The initial pull was gentle, a subtle whisper against her skin, like a secret shared between friends. Then the second pull came, harsher this time, its uncaring nature making me feel as if survival wasn’t even considered. My body spasmed against his, and I realized in that instant, a cold wave of detachment washing over me, that I was not in control, not of him nor of myself. The attack came without pause. The raw, visceral drive to consume or be consumed was all that mattered.
I clung tighter, desperate, as the rhythm of his feeding set up a feedback loop of sensation that was neither pain nor pleasure but some bastard synthesis of the two. It was a grammar of touch and need, spoken in a dialect I had not heard in centuries. My hands scrabbled at his shoulder blades, nails scoring tracks that filled with bright red, and my hips arched upward, looking for an anchor that no longer existed. The room collapsed until it was only us: his mouth at my Jugular, his hands pinning me in place as if I might evaporate, my legs wound around him in a futile, feral attempt at defense or surrender, or both.
Had he stopped, I might have found a way to stitch my pride back together, though it would never be the same. I could have spun a yarn about mutual respect, boundaries, even though it was a lie. He did not stop, though his lungs burned with exertion. My abject horror and awe grew as I accepted that I did not want him to. I craved the utter obliteration. I wanted to be consumed, though the instinct of self-preservation, honed over centuries, urged me to fight against it.

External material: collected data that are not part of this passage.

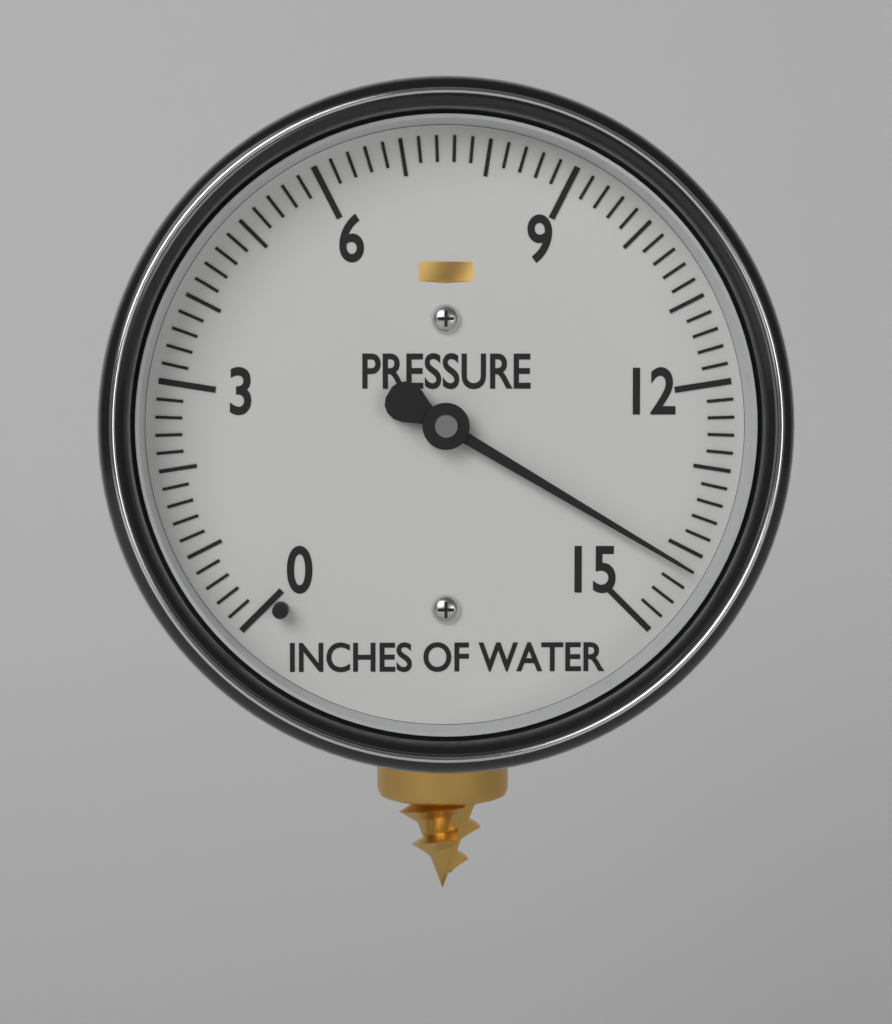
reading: 14.2 inches of water
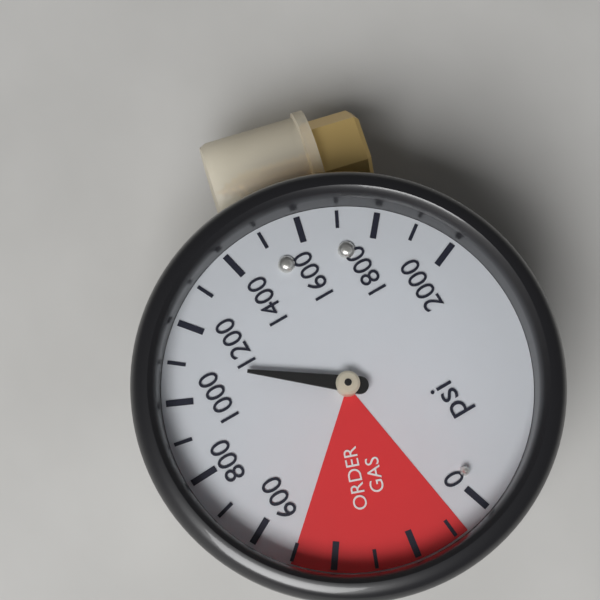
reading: 1100 psi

A fissure opened inside my chest, a crack spreading through the bedrock of my identity. Something old, something shrouded in the damp earth of prehistory, clawed its way up to meet him from within me. I had assumed that part of myself extinct, a fossilized relic, but it surged with a violence to match his. My body bucked and twisted, colliding with his, and I could feel his restraint fraying, his composure reduced to little more than animal logic. His teeth dug in deeper, as the cool rush of blood and memory flooded the empty spaces inside me. My vision stuttered, around the edges, and I heard myself make a sound that was a sob and a snarl.
This was not a submission. This was not a surrender. It was a metamorphosis, the destruction of the old self so something unimagined could emerge from the ruins. I despised the poetry of it, even as I was trapped by it, unable to flee or fight. With each surge of his draw, I became less Iris Laroque-Beaumont, Queen of the Night, and more the raw, unprotected nerve of a woman who had never, in truth, healed.
When the climax of the feeding finally broke, I was left with nothing but a gasping vacancy where my composure had once lived. I lay beneath him, shuddering, my senses deranged and my mind blank as a newborn’s. I did not know if I had survived, or if I even wanted to.
He raised his head, lips wet and face wild. I saw in his eyes the mirrored shock of what he had done to me. For the first time in centuries, I was alive enough to bleed.